[Exercise instructions] Copy out the data line by line exactly, from its start to the line bearing "The width and", inclusive.
======== Given information ========
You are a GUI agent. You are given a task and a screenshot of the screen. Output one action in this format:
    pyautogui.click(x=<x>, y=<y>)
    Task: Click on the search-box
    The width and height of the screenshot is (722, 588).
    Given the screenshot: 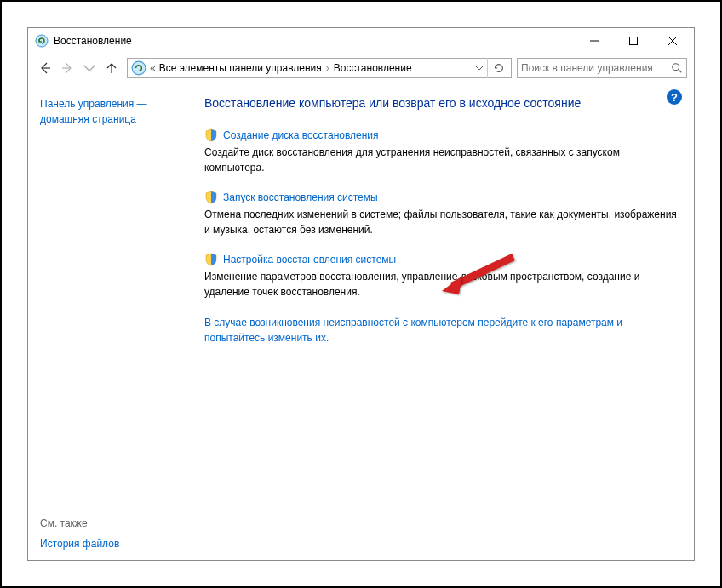 What is the action you would take?
    pyautogui.click(x=602, y=68)
    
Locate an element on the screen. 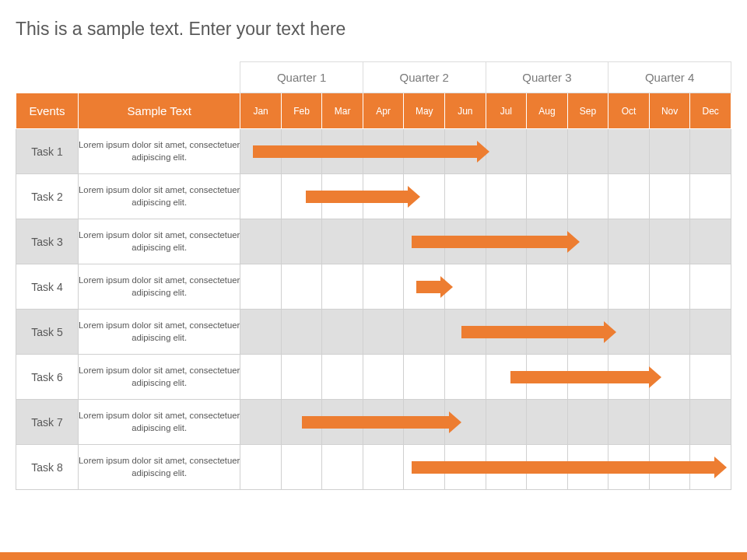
========
[Answer below]
You are a GUI agent. You are given a task and a screenshot of the screen. Output one action in this format:
    pyautogui.click(x=<x>, y=<y>)
    Task: Click on the search-box
    The width and height of the screenshot is (722, 588).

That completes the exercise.